The on-field referee was right there when it happened, and let it go, but the TMO felt there had been head contact, so asked for it to be looked at. And looked at and looked at and looked at and looked…over and over and over again. For goodness sake, rugby is not test cricket, it isn’t supposed to last over five days.
It is supposed to be a fast, pacy sport decided over a period of 80 minutes. What was galling about the Parma incident though was how clear it was that the TMO wanted to find Van Heerden guilty of something. Even when the ref wanted to get on with the game, the TMO was insisting on another look at something that was clear and obvious from the first angle, and the second, and the third.

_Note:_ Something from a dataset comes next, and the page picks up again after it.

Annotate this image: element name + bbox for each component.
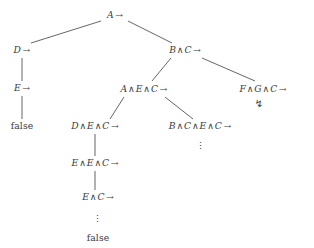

How many angles should have been necessary other than the first one? It was clearly not head contact, and the whole drawn out process would have been as frustrating, if not more so, to the spectator at the game as it was to the television viewer. Technology is necessary to help get decisions right, but it is also slowing the game down and making it less watchable and enjoyable to what should be the No 1 stakeholder in the sport – the paying spectator.
PLAYING GAMES AT LUNCH TIME MAKES NO SENSE
Which brings us to the two games in Johannesburg over successive weekends that kicked off at lunch time. The Lions game against Ulster kicked off at 12.50 and the one against Edinburgh kicked off at 13.45. Sorry, but there is so much wrong with that in terms of when South Africans are attuned to watching rugby, but there’s an even bigger issue around the comfort of spectators.

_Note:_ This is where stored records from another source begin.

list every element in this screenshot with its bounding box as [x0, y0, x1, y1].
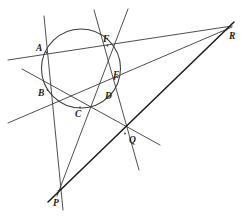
point-label-B: B [38, 89, 44, 99]
point-marker-R [226, 29, 228, 31]
point-label-R: R [229, 32, 235, 42]
point-label-C: C [75, 110, 81, 120]
line-DE-to-P [57, 9, 128, 196]
line-AB-to-P [44, 16, 63, 210]
point-marker-Q [124, 133, 126, 135]
point-label-F: F [103, 35, 109, 45]
pascal-theorem-figure: ABCDEFPQR [0, 0, 244, 216]
point-label-E: E [113, 71, 119, 81]
point-marker-A [46, 52, 48, 54]
point-marker-F [107, 45, 109, 47]
point-label-Q: Q [129, 136, 136, 146]
point-label-D: D [105, 92, 112, 102]
point-label-P: P [53, 199, 59, 209]
diagram-canvas [0, 0, 244, 216]
point-marker-P [58, 190, 60, 192]
point-marker-B [47, 89, 49, 91]
point-label-A: A [36, 44, 42, 54]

I don’t have the attendance figures to hand, but the Johannesburg game at the weekend, which witnessed a statement performance from the Lions, looked even more poorly attended than the one at Loftus. Maybe it would have been poorly attended later in the day, but I would wager that spectators who have sat through a lunch time game in early summer heat will think twice about going again.
Last December there was an early afternoon kick-off to the Stormers’ home Investec Champions Cup pool game against La Rochelle. The visitors arrived in Cape Town as the reigning two time European champions, and you’d have expected a massive crowd at a venue that tends to be fuller than any other South African stadium for a franchise game. Instead, only 11 000 pitched up.
It wasn’t difficult to ascertain why that was. The game was played at a time of day when it was hot, and the weather was much more suited to the beach at a time of year when Capetonians tend to be on the beach. Mates who attended that game told me afterwards how uncomfortable they were, not that they needed to talk about it as their sunburn told the story.
SUMMER GAMES SHOULD BE EVENING GAMES
The following Stormers games all kicked off in the late afternoon or evening, which should be the case for all South African games if we are going to play rugby in summer, and there were three times as many spectators.
Rugby is tough enough for the players in summer, but also for the spectators, who now have to think of things like sunscreen and umbrellas that were never necessary when it was a winter sport. Scheduling the games for lunchtime in summer may help local teams who are more used to playing in the heat, and it was certainly a big leg up for the Lions over the past two weekends, but it won’t draw in the fans, which detracts from the televised spectacle too. If you want rugby to thrive and be profitable it can’t be played in front of empty stadiums.
Everyone is Bok bedondered at the moment, if that is the right phrase, but the other levels of the sport need greater care – and there needs to be much more attention paid to the No 1 stakeholder, which should always be the paying spectator.